Reflecting health care cost trends, the Centers for Medicare and Medicaid Services has issued a final rule increasing payments to Medicare Advantage plans to 3.4% in 2019.

The announcement was part of a larger one on changes that will affect Medicare Advantage plans starting 2019, including more lax rules on what can be covered expenses for medical purposes.

The substantial increase is almost double the 1.84% hike the CMS had proposed in February. The 3.4% increase compares to the 2.95% that the payments were increased to in 2018, from the year prior.

But because of other changes the CMS made in its final rule to how it uses certain data to calculate patient “risk-adjustment scores,” the effective increase could be closer to 6.5%, on average, according to the agency’s announcement of the changes.

The payments that are being increased are made to the health insurers that administer Medicare Advantage plans. Medicare Advantage health insurers are paid a set rate by the government to help cover members’ health care costs.

The rate also affects how much insurers charge for the policies. The increase should help offset part of any premium increases, and the increased level should temper some of the inflationary pressures that all payers are feeling in the health care sector.

 

Risk-adjustment scoring

Another factor that will affect premiums and how much CMS pays out to health plans is how “risk scores” are calculated.

Payments to Medicare Advantage plans are influenced by risk scores, which take into account differences in patients’ medical diagnoses and health outcomes. The sicker the patient, the higher the risk score assigned.

In its announcement, the CMS said it would increase the use of encounter data to determine risk scores for plans. Under the final rule:

  • Traditional fee-for-service data will account for 75% of Medicare Advantage risk scores (it’s 85% for 2018), and
  • Encounter data will account for the remaining 25% (compared to 15% in 2018).

The effect, experts say, will likely be a further increase in payments, perhaps by as much as another 2 percentage points.

 

New covered items

Starting in 2019, new benefits for Medicare Advantage plans may include such items as covering special air filters for air-conditioners for people with asthma and allergies, healthy groceries, rides to medical appointments and home-delivered meals.

The CMS said it had expanded how it defines the “primarily health-related” benefits that insurers are allowed to include in their Medicare Advantage policies. And insurers would include these extras on top of providing the benefits that traditional Medicare offers.

Many Medicare Advantage plans already offer some health benefits not covered by traditional Medicare, such as eyeglasses, hearing aids, dental care and gym memberships.

But the new rules, which the industry had lobbied for, will expand that significantly to items and services that may not be directly considered medical treatment.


- Exercise brief: Set down the records that follow exactly and completely.

(Text-to-region grounding data)
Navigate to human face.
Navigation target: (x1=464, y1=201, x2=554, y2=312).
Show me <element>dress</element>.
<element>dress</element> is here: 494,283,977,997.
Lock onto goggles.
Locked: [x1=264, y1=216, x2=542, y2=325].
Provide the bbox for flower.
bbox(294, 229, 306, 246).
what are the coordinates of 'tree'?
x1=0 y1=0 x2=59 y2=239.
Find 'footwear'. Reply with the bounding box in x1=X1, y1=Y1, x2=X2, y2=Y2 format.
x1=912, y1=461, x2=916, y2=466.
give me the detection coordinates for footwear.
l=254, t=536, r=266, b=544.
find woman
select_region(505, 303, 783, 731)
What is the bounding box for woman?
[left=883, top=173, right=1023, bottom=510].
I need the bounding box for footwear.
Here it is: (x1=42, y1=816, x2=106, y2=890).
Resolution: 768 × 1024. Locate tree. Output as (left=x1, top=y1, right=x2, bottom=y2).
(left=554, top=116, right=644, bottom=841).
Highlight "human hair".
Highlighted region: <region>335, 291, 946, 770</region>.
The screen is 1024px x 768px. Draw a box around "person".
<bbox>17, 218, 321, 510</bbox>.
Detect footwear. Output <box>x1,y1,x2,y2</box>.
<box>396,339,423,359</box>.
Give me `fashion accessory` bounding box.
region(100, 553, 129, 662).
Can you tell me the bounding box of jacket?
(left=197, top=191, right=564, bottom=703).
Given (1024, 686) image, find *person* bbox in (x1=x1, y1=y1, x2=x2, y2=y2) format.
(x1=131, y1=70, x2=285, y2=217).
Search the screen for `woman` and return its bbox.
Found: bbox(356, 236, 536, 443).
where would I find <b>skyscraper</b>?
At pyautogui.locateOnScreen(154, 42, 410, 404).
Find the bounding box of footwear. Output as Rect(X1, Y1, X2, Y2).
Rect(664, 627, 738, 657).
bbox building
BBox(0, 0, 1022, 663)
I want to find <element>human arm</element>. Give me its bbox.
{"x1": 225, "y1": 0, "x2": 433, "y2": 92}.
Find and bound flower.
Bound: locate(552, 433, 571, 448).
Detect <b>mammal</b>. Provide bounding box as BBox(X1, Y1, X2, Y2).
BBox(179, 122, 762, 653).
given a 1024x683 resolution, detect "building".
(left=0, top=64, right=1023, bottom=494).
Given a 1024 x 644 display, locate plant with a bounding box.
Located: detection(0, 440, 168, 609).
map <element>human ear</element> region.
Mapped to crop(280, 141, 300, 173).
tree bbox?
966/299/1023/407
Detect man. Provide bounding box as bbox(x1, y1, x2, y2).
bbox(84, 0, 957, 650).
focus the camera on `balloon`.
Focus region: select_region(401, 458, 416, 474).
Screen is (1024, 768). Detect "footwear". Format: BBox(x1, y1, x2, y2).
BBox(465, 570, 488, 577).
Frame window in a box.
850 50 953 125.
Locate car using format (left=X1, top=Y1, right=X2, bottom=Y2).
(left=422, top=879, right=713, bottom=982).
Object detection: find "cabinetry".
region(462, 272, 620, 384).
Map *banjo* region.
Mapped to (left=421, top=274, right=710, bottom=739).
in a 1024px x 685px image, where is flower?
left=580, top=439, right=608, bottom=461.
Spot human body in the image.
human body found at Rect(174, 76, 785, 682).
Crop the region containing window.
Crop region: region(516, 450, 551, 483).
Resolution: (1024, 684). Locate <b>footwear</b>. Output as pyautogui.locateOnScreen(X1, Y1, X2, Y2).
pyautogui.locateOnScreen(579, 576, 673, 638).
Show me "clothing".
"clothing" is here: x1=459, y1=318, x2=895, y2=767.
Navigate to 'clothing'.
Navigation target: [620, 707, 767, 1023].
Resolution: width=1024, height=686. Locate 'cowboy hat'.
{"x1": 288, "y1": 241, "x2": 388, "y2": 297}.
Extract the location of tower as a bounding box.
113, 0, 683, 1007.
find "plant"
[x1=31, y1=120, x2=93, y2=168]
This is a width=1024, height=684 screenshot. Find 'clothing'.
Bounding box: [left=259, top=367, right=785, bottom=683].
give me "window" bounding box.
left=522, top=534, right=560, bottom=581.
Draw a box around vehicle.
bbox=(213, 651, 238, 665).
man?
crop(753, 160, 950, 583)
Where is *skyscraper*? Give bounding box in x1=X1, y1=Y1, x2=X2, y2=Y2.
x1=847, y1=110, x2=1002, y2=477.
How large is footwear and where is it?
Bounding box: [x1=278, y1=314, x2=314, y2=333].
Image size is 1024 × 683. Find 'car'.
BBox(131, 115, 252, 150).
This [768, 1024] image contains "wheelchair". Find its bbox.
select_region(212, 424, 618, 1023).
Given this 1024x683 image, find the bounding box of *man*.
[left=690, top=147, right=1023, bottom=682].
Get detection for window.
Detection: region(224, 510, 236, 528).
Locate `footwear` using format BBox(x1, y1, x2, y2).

- Solution to this exercise:
Navigate to human face.
Navigation target: (x1=464, y1=201, x2=554, y2=312).
Show me <element>dress</element>.
<element>dress</element> is here: 494,283,977,997.
Lock onto goggles.
Locked: [x1=264, y1=216, x2=542, y2=325].
Provide the bbox for flower.
bbox(294, 229, 306, 246).
what are the coordinates of 'tree'?
x1=0 y1=0 x2=59 y2=239.
Find 'footwear'. Reply with the bounding box in x1=X1, y1=Y1, x2=X2, y2=Y2 format.
x1=912, y1=461, x2=916, y2=466.
give me the detection coordinates for footwear.
l=254, t=536, r=266, b=544.
find woman
select_region(505, 303, 783, 731)
What is the bounding box for woman?
[left=883, top=173, right=1023, bottom=510].
I need the bounding box for footwear.
Here it is: (x1=42, y1=816, x2=106, y2=890).
Resolution: 768 × 1024. Locate tree. Output as (left=x1, top=y1, right=x2, bottom=y2).
(left=554, top=116, right=644, bottom=841).
Highlight "human hair".
Highlighted region: <region>335, 291, 946, 770</region>.
The screen is 1024px x 768px. Draw a box around "person".
<bbox>17, 218, 321, 510</bbox>.
Detect footwear. Output <box>x1,y1,x2,y2</box>.
<box>396,339,423,359</box>.
Give me `fashion accessory` bounding box.
region(100, 553, 129, 662).
Can you tell me the bounding box of jacket?
(left=197, top=191, right=564, bottom=703).
Given (1024, 686) image, find *person* bbox in (x1=x1, y1=y1, x2=x2, y2=y2) format.
(x1=131, y1=70, x2=285, y2=217).
Search the screen for `woman` and return its bbox.
Found: bbox(356, 236, 536, 443).
where would I find <b>skyscraper</b>?
At pyautogui.locateOnScreen(154, 42, 410, 404).
Find the bounding box of footwear. Output as Rect(X1, Y1, X2, Y2).
Rect(664, 627, 738, 657).
bbox building
BBox(0, 0, 1022, 663)
I want to find <element>human arm</element>. Give me its bbox.
{"x1": 225, "y1": 0, "x2": 433, "y2": 92}.
Find and bound flower.
Bound: locate(552, 433, 571, 448).
Detect <b>mammal</b>. Provide bounding box as BBox(X1, Y1, X2, Y2).
BBox(179, 122, 762, 653).
given a 1024x683 resolution, detect "building".
(left=0, top=64, right=1023, bottom=494).
Given a 1024 x 644 display, locate plant with a bounding box.
Located: detection(0, 440, 168, 609).
map <element>human ear</element> region.
Mapped to crop(280, 141, 300, 173).
tree bbox?
966/299/1023/407
Detect man. Provide bounding box as bbox(x1, y1, x2, y2).
bbox(84, 0, 957, 650).
focus the camera on `balloon`.
Focus region: select_region(401, 458, 416, 474).
Screen is (1024, 768). Detect "footwear". Format: BBox(x1, y1, x2, y2).
BBox(465, 570, 488, 577).
Frame window in a box.
850 50 953 125.
Locate car using format (left=X1, top=Y1, right=X2, bottom=Y2).
(left=422, top=879, right=713, bottom=982).
Object detection: find "cabinetry".
region(462, 272, 620, 384).
Map *banjo* region.
Mapped to (left=421, top=274, right=710, bottom=739).
in a 1024px x 685px image, where is flower?
left=580, top=439, right=608, bottom=461.
Spot human body in the image.
human body found at Rect(174, 76, 785, 682).
Crop the region containing window.
Crop region: region(516, 450, 551, 483).
Resolution: (1024, 684). Locate <b>footwear</b>. Output as pyautogui.locateOnScreen(X1, Y1, X2, Y2).
pyautogui.locateOnScreen(579, 576, 673, 638).
Show me "clothing".
"clothing" is here: x1=459, y1=318, x2=895, y2=767.
Navigate to 'clothing'.
Navigation target: [620, 707, 767, 1023].
Resolution: width=1024, height=686. Locate 'cowboy hat'.
{"x1": 288, "y1": 241, "x2": 388, "y2": 297}.
Extract the location of tower as a bounding box.
113, 0, 683, 1007.
find "plant"
[x1=31, y1=120, x2=93, y2=168]
This is a width=1024, height=684 screenshot. Find 'clothing'.
Bounding box: [left=259, top=367, right=785, bottom=683].
give me "window" bounding box.
left=522, top=534, right=560, bottom=581.
Draw a box around vehicle.
bbox=(213, 651, 238, 665).
man?
crop(753, 160, 950, 583)
Where is *skyscraper*? Give bounding box in x1=X1, y1=Y1, x2=X2, y2=Y2.
x1=847, y1=110, x2=1002, y2=477.
How large is footwear and where is it?
Bounding box: [x1=278, y1=314, x2=314, y2=333].
Image size is 1024 × 683. Find 'car'.
BBox(131, 115, 252, 150).
This [768, 1024] image contains "wheelchair". Find its bbox.
select_region(212, 424, 618, 1023).
Given this 1024x683 image, find the bounding box of *man*.
[left=690, top=147, right=1023, bottom=682].
Get detection for window.
Detection: region(224, 510, 236, 528).
Locate `footwear` using format BBox(x1, y1, x2, y2).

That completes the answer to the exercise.